CGNAT (Carrier-Grade NAT)
CGNAT is a technique carriers use to share one public IP among many customers — which is exactly why mobile proxy IPs are so trusted and hard to block.
Definition
Carrier-Grade NAT (CGNAT) is a large-scale form of Network Address Translation that lets an ISP or mobile carrier share a single public IPv4 address among hundreds or thousands of subscribers. It exists largely because IPv4 addresses are scarce.
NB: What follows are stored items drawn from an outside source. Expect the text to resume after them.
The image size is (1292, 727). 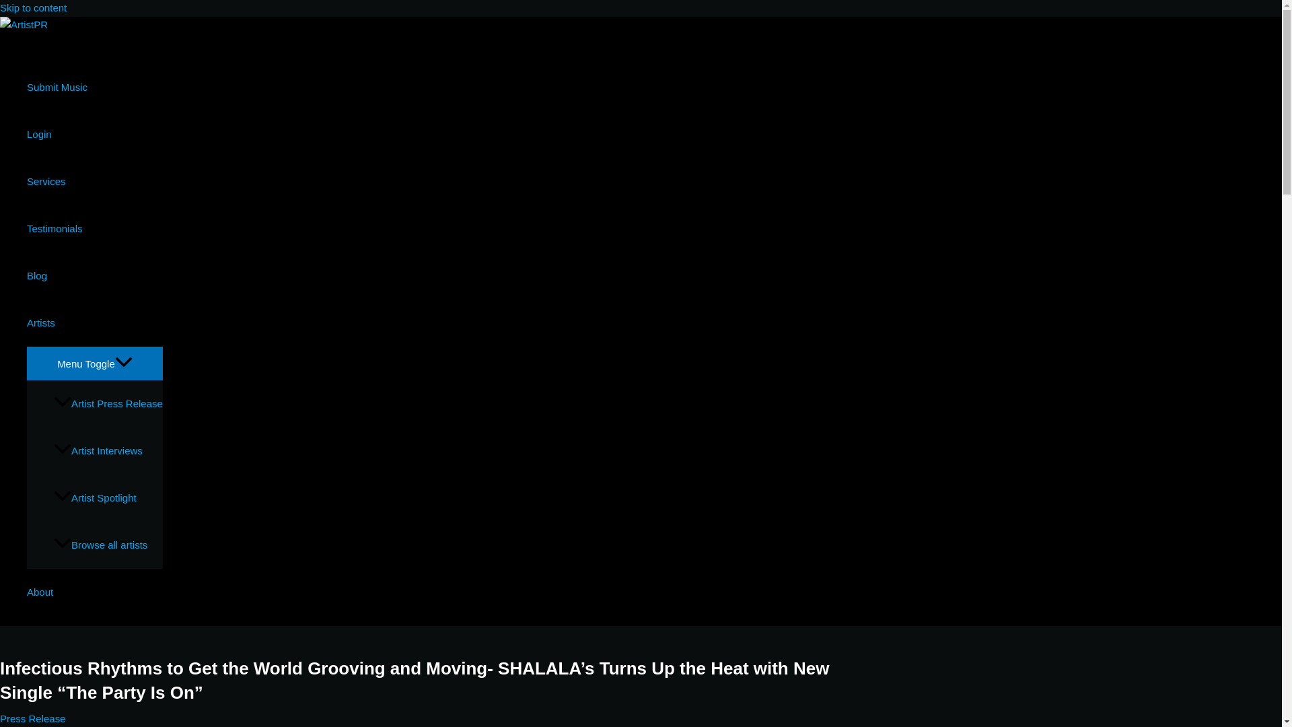 I want to click on Services, so click(x=94, y=180).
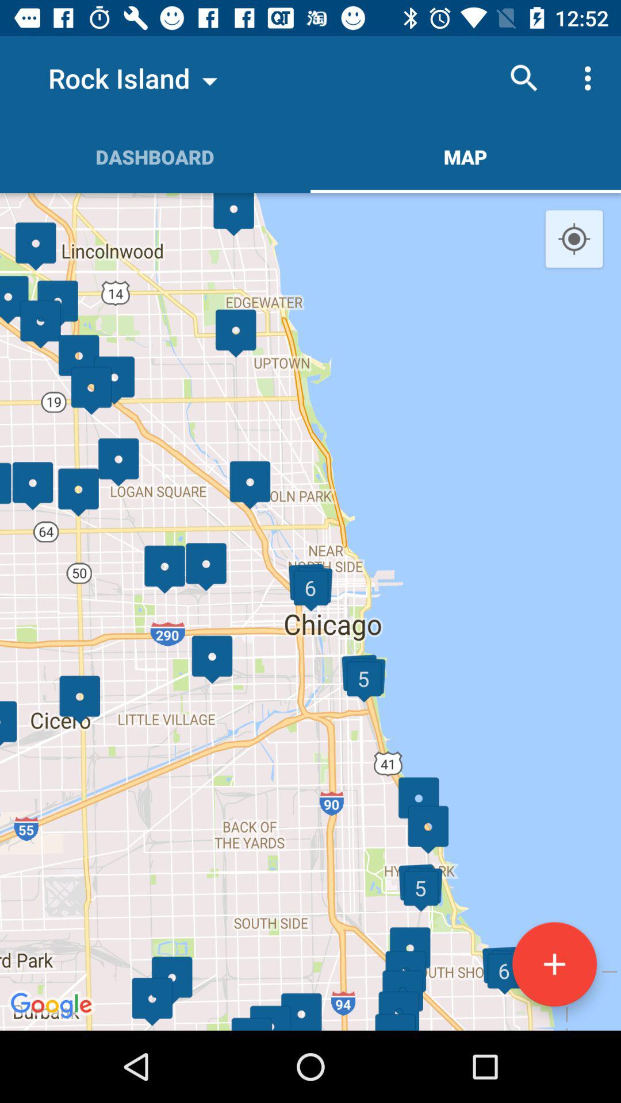 The width and height of the screenshot is (621, 1103). What do you see at coordinates (310, 611) in the screenshot?
I see `choose the item at the center` at bounding box center [310, 611].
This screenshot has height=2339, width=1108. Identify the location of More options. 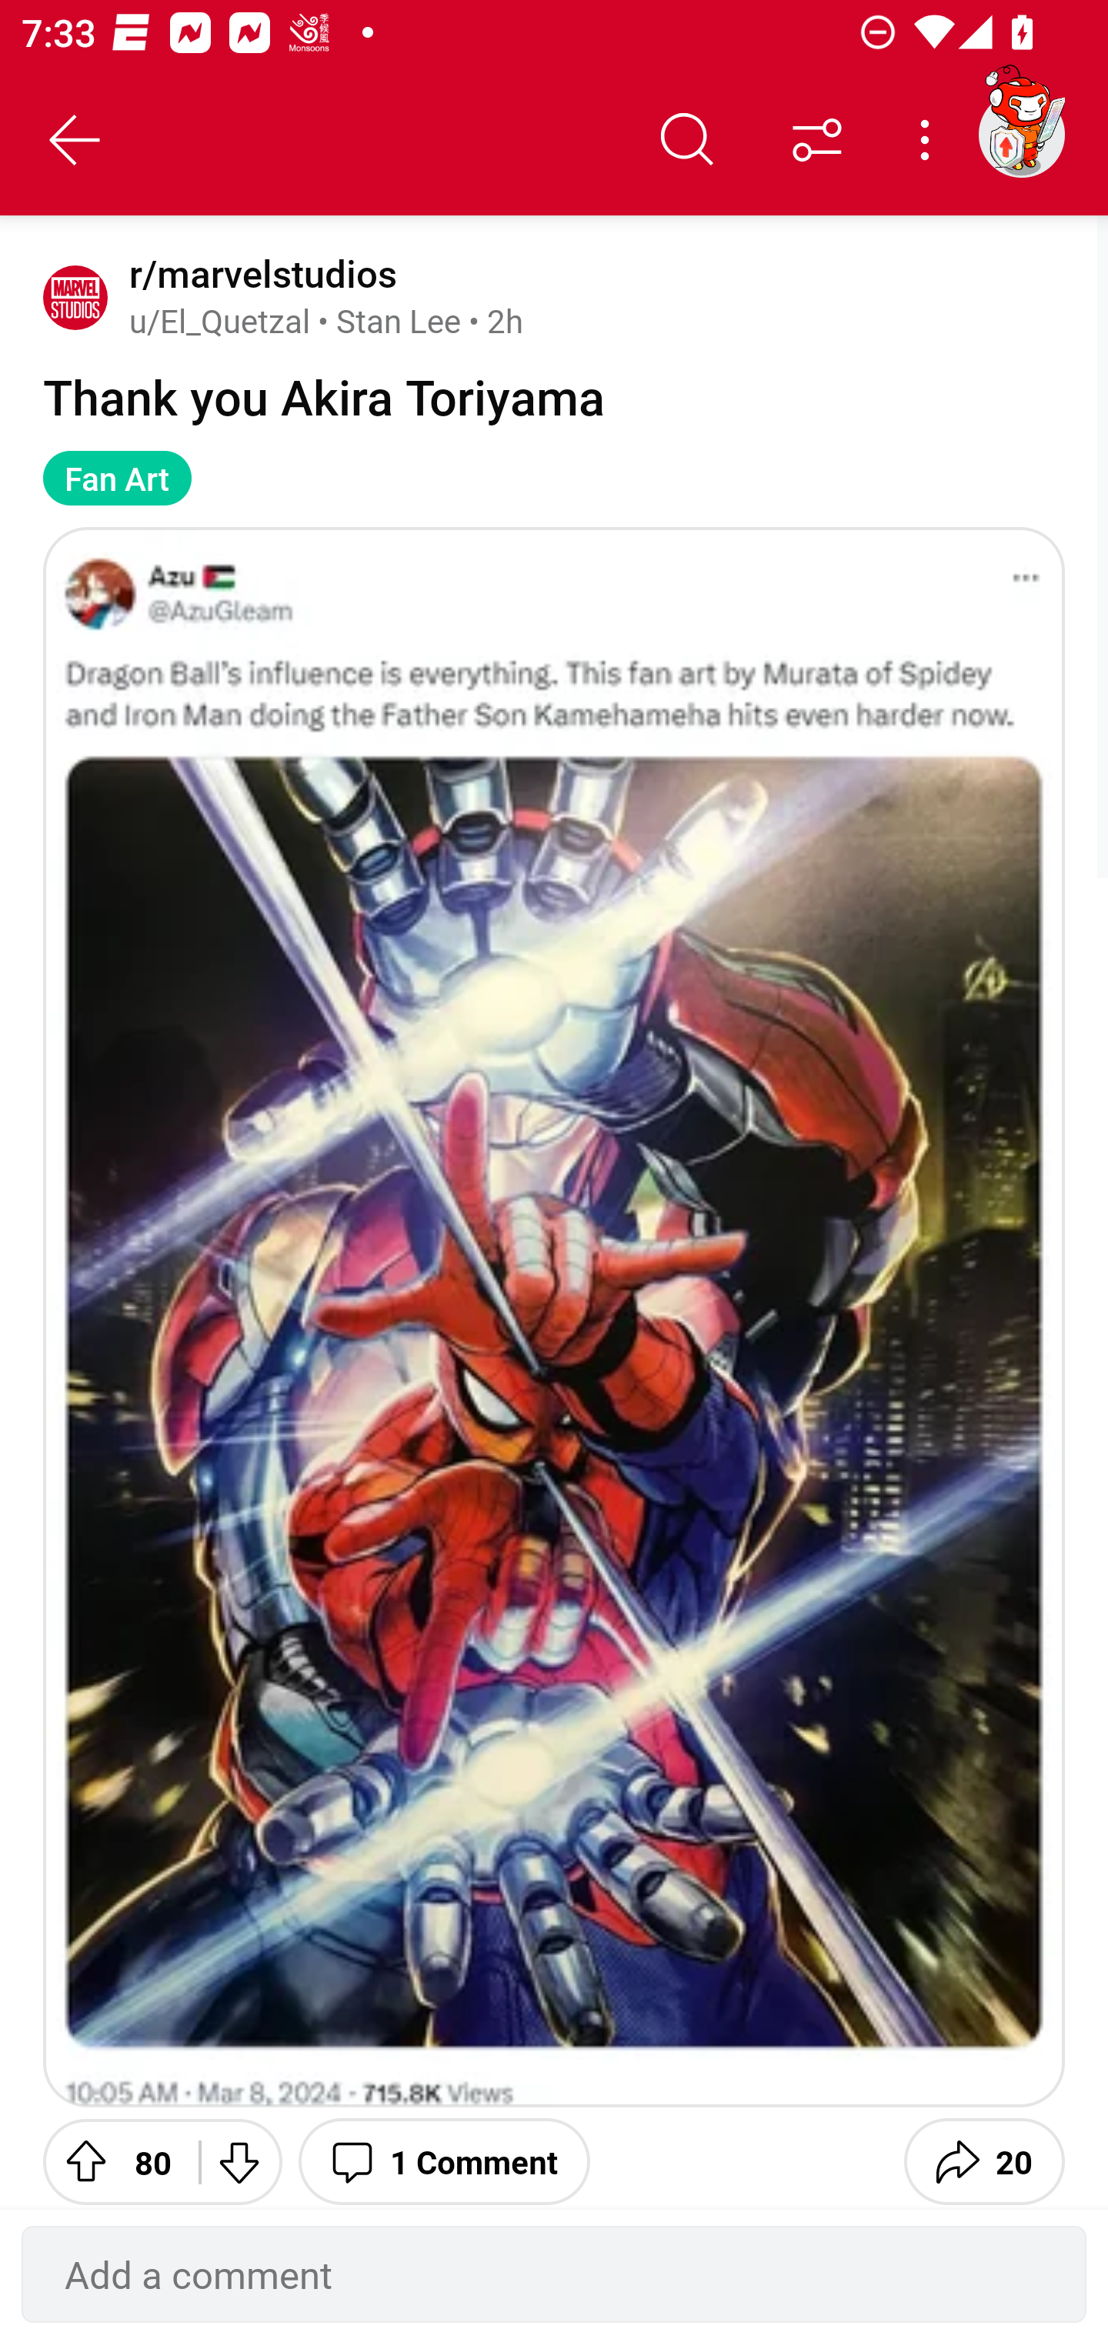
(929, 140).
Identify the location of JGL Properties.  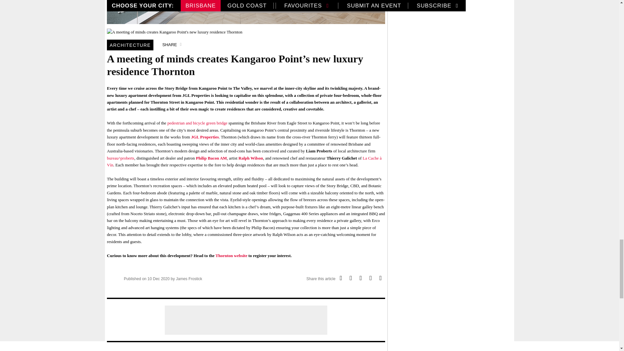
(205, 136).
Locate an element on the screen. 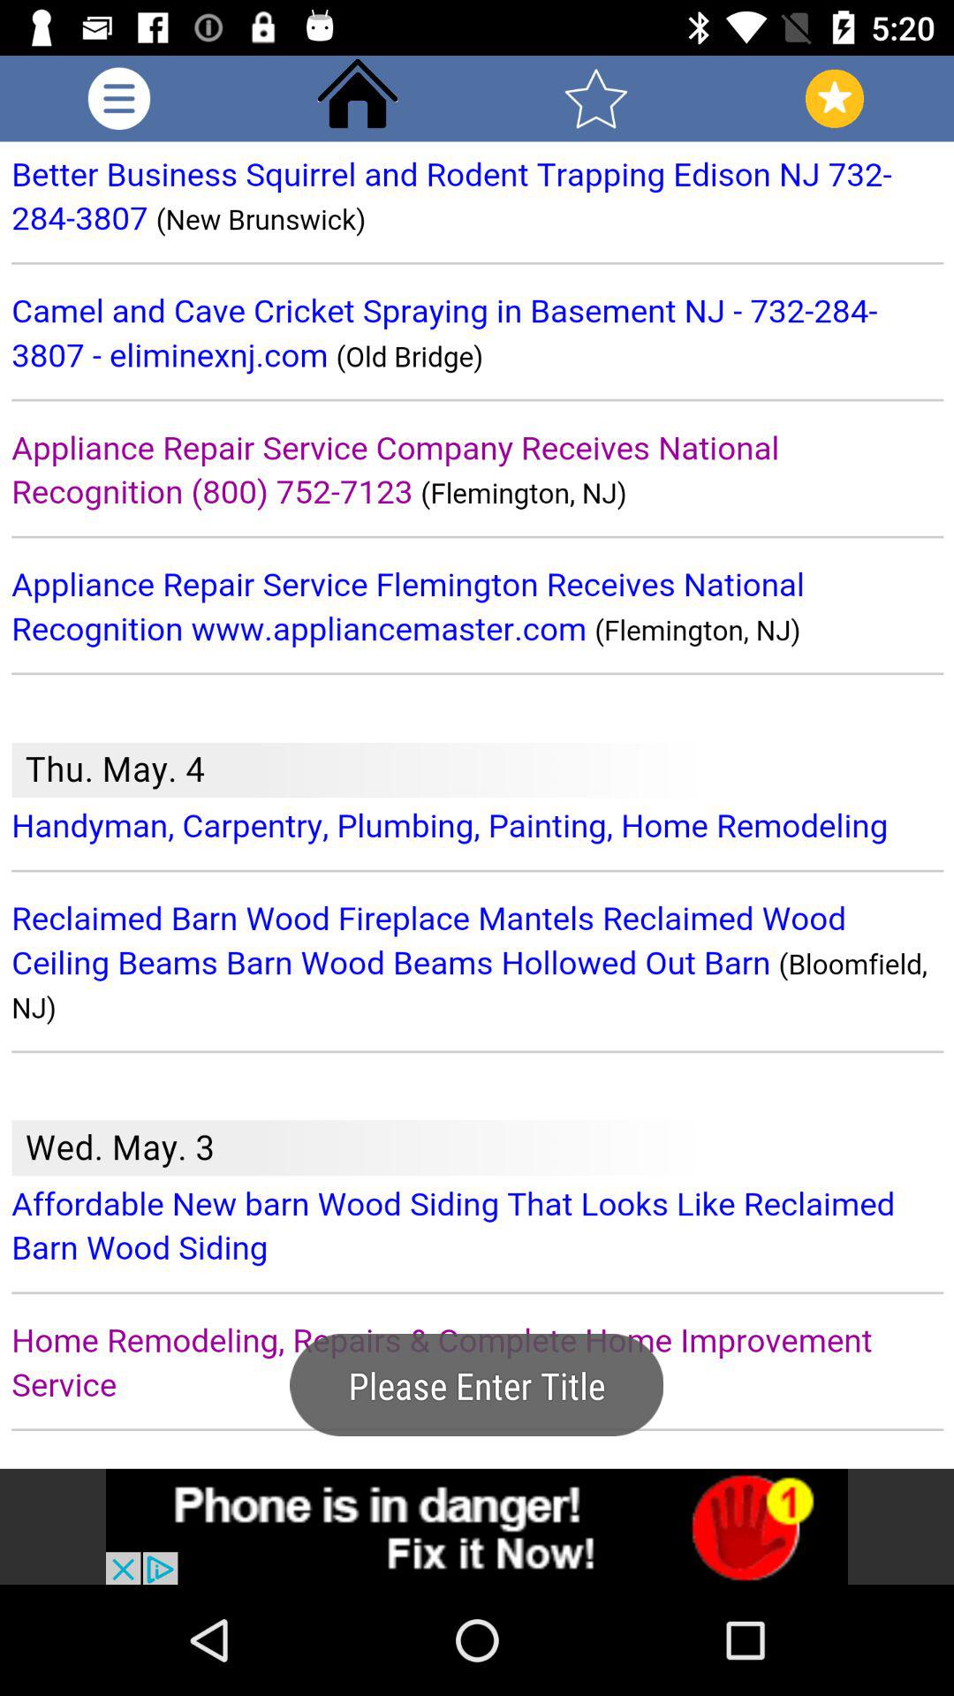 The image size is (954, 1696). visit sponsor advertisement is located at coordinates (477, 1527).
Why CGNAT matters for proxies
Because many real users sit behind the same CGNAT public IP, blocking that IP would punish many legitimate customers. This is the core reason mobile proxies carry such high trust — banning a mobile IP is risky for a website. CGNAT also means the visible IP can change frequently as the carrier reassigns addresses.
Examples
Hundreds of mobile subscribers sharing one carrier public IP
A mobile proxy's IP rotating naturally as the carrier reassigns it
Common Use Cases
Frequently Asked Questions
Keep Learning
All termsIP Rotation
IP rotation is the practice of automatically cycling through multiple IP addresses so that successive requests originate from different IPs.
Read definitionMobile Proxy
A mobile proxy routes traffic through real 3G/4G/5G cellular connections, using carrier-assigned IPs that are the hardest of all proxy types to detect or block.
Read definitionResidential Proxy
A residential proxy routes your traffic through a real device with an IP assigned by an Internet Service Provider, so requests appear to come from a genuine home user rather than a server.